REQUIRED WORK: Starting at the line that contains "Identify the location of tree-row: t", write out every line through the end of the records below exactly as it appears, and leave out all pictures.

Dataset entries

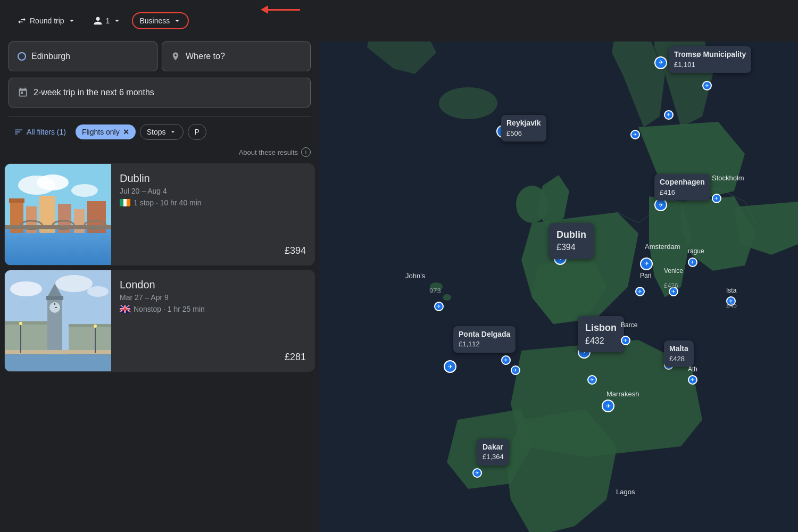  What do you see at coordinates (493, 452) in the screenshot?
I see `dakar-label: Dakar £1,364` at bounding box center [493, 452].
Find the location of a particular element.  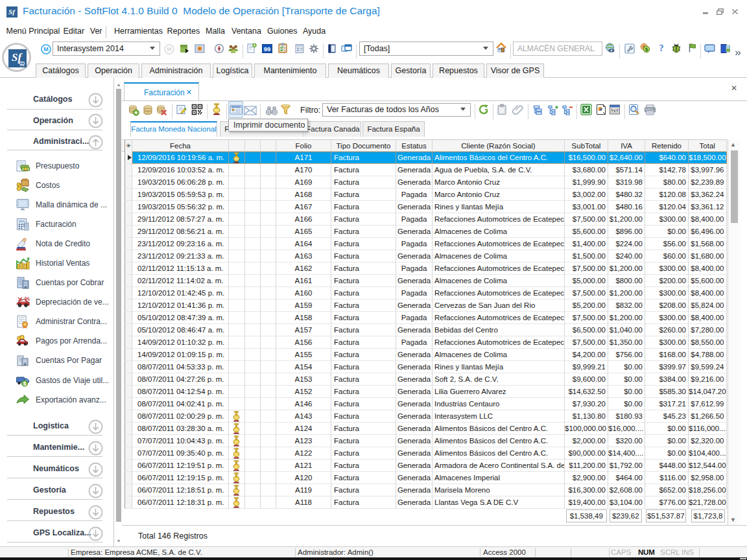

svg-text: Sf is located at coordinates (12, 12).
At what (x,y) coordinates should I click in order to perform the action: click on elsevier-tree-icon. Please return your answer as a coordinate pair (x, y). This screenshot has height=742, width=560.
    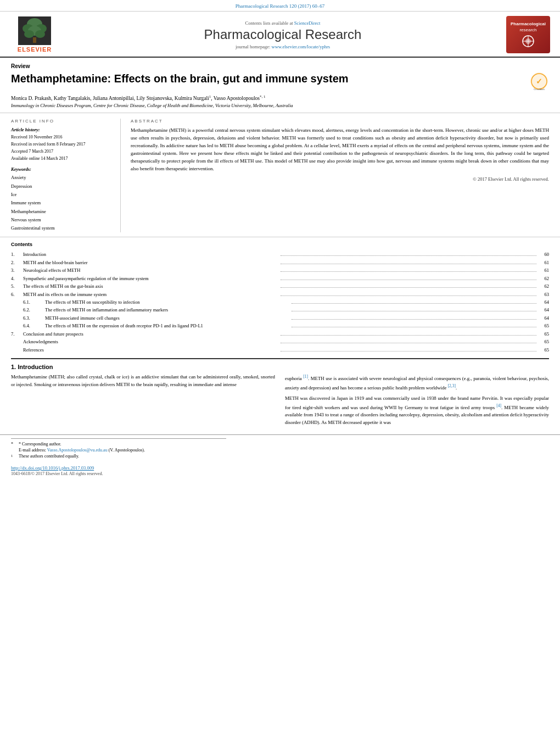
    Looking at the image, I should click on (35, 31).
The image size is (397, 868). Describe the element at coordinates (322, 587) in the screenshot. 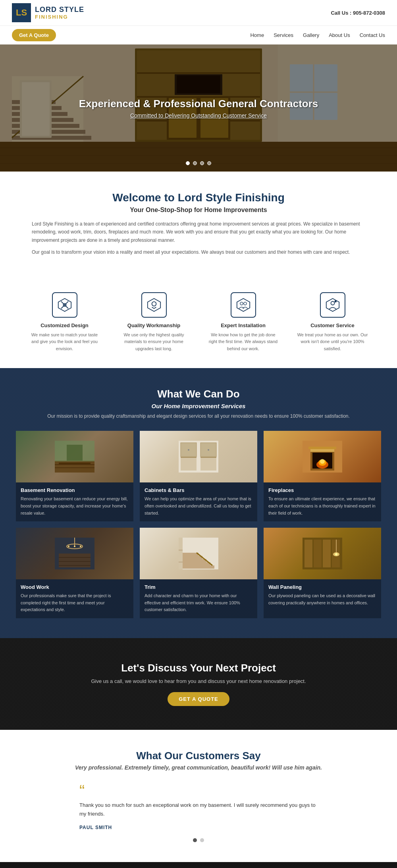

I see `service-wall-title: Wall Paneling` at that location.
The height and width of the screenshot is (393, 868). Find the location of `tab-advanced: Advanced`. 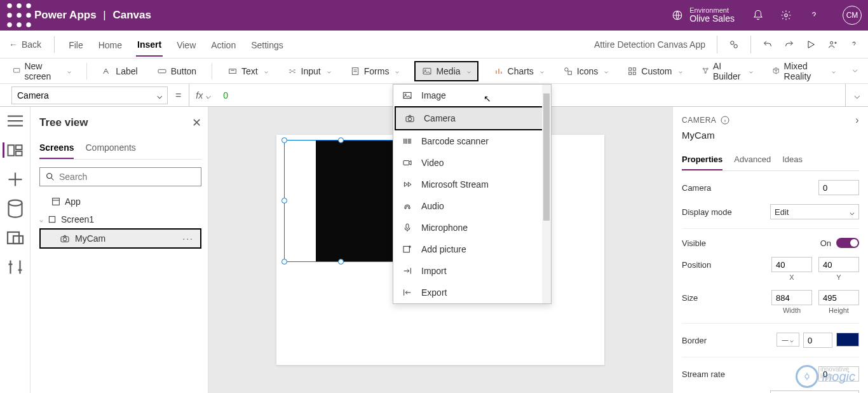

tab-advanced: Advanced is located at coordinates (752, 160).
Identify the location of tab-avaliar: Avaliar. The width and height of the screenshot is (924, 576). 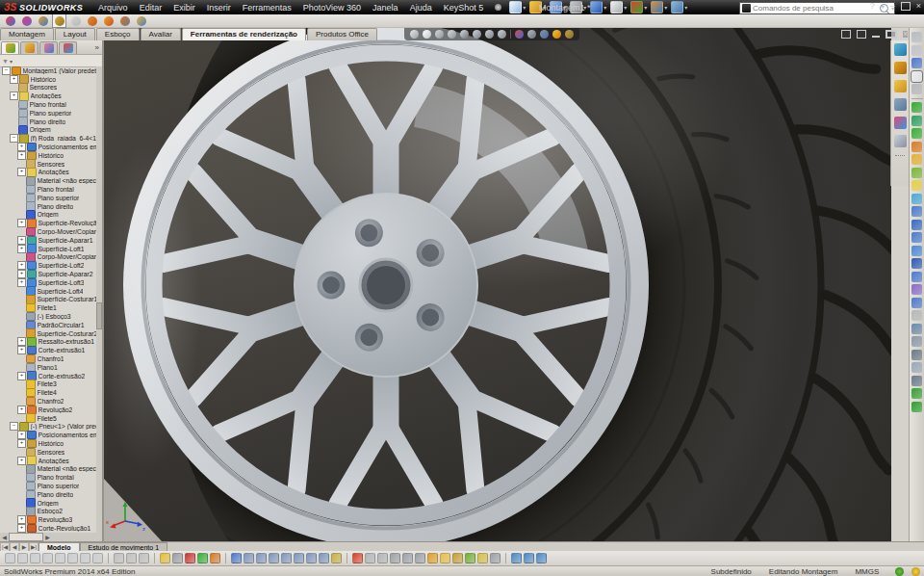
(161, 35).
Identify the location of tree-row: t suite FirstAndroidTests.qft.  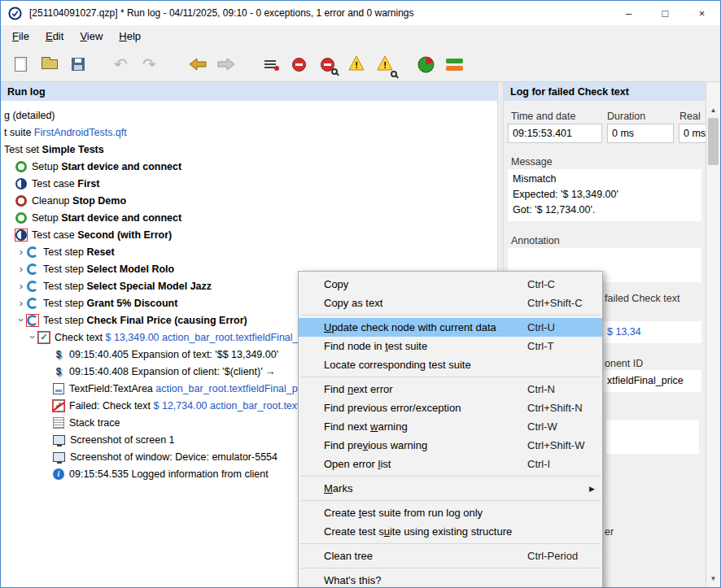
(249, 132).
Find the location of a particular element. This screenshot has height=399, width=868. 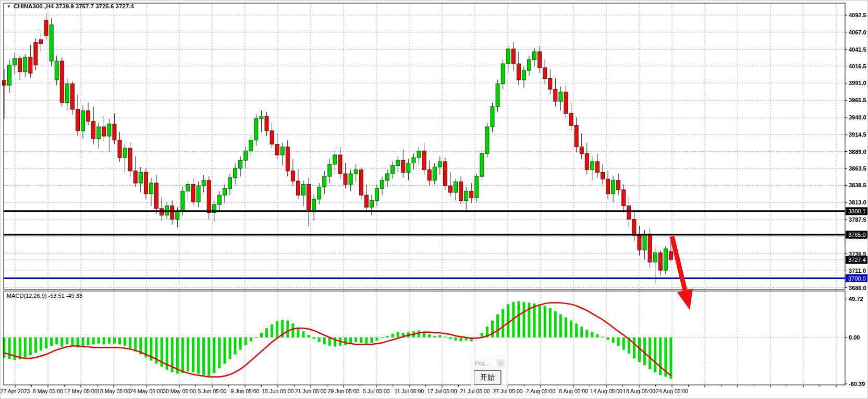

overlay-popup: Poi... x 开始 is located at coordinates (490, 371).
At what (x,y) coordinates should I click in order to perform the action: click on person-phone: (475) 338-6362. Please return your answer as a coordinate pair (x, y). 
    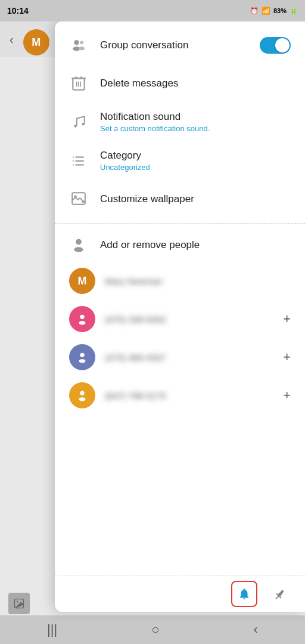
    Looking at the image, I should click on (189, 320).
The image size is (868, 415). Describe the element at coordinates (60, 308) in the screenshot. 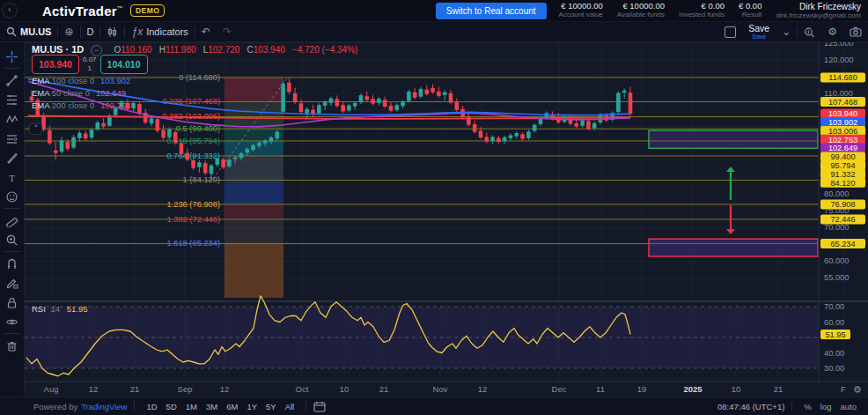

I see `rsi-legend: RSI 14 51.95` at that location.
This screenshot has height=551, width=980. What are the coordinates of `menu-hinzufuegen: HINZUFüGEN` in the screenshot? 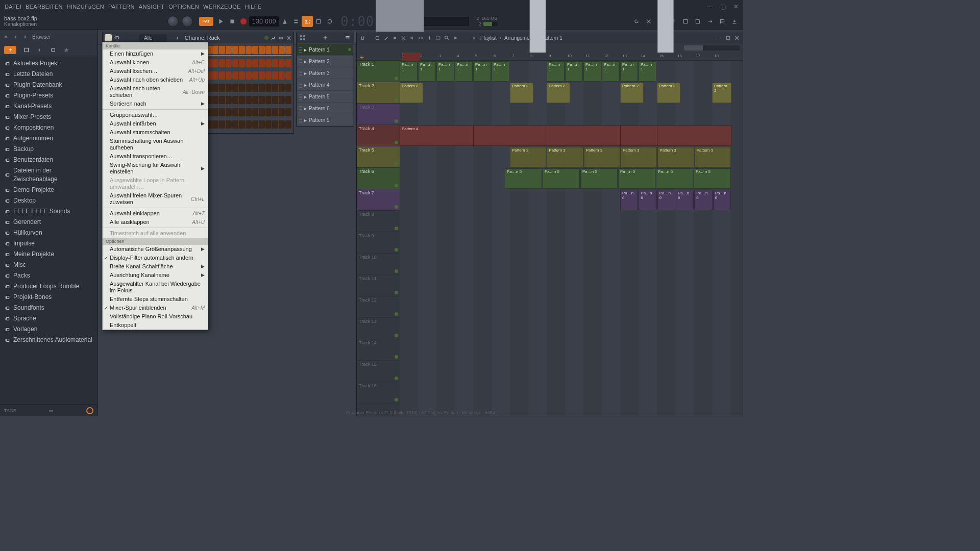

RESPONSE TO THE EXERCISE:
Identify the location of tree-row: t suite FirstAndroidTests.qft.  
(249, 132).
Find the location of a particular element. This screenshot has height=399, width=868. 

overlay-popup: Poi... x 开始 is located at coordinates (490, 371).
At what (x,y) coordinates should I click in order to perform the action: click on person-phone: (475) 338-6362. Please return your answer as a coordinate pair (x, y). 
    Looking at the image, I should click on (189, 320).
The image size is (868, 415). Describe the element at coordinates (60, 308) in the screenshot. 

I see `rsi-legend: RSI 14 51.95` at that location.
This screenshot has height=551, width=980. What are the coordinates of `menu-hinzufuegen: HINZUFüGEN` in the screenshot? 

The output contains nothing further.